What the V-ZUG story actually shows
It is tempting to read this as an ecommerce build. It is not. V-ZUG's portal is an operations system that happens to have a checkout on the front of it.
Three buyer types, three pricing models, three payment paths, one deep SAP integration doing the work underneath, and a small team running all of it. That pattern shows up wherever B2B and B2C, customer-specific pricing, and ERP-deep order flows meet on one system: the complexity is not in selling, it is in everything that has to be true in the systems of record before and after the sale. Put that on one governed platform, and a lean team can run what used to need more people and more systems than anyone wanted to maintain.
It is the same move Save a Life made when they consolidated their stack. Model the operation. Keep control. Let the platform carry the load.

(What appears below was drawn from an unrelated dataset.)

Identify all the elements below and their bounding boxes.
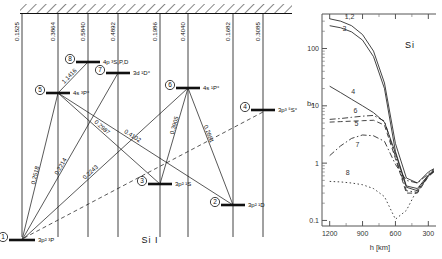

Yes. Core dna runs B2B and B2C on the same platform, and each customer group gets its own pricing, payment options, and checkout. V-ZUG runs three groups this way: internal technicians on stock transfers, external agents on trade pricing, and a service team selling to end customers at retail.
Core dna uses customer-group pricing. The same product carries a different price for each group, set by price list or discount rule, and resolves automatically when a buyer logs in. Products a group should not see are hidden from that group, so one catalog serves every audience.
Yes. Core dna writes to SAP through custom endpoints. It looks up or creates the customer, builds the sales order with the right routing, reserves inventory, and hands off to logistics. For V-ZUG, an order that took around 15 minutes to raise by hand now takes a couple of minutes.
A field-service portal lets technicians find a part by number and order it, then routes the order to the right workflow: a stock transfer for internal staff, or a sales order for external agents. Core dna handles each path on one platform and keeps the ERP as the source of truth.
Core dna supports governed back orders. Approved buyers can check out out-of-stock items, and the platform creates the sales order but holds release until stock checks pass. Automation moves the order forward, and a control decides when it ships.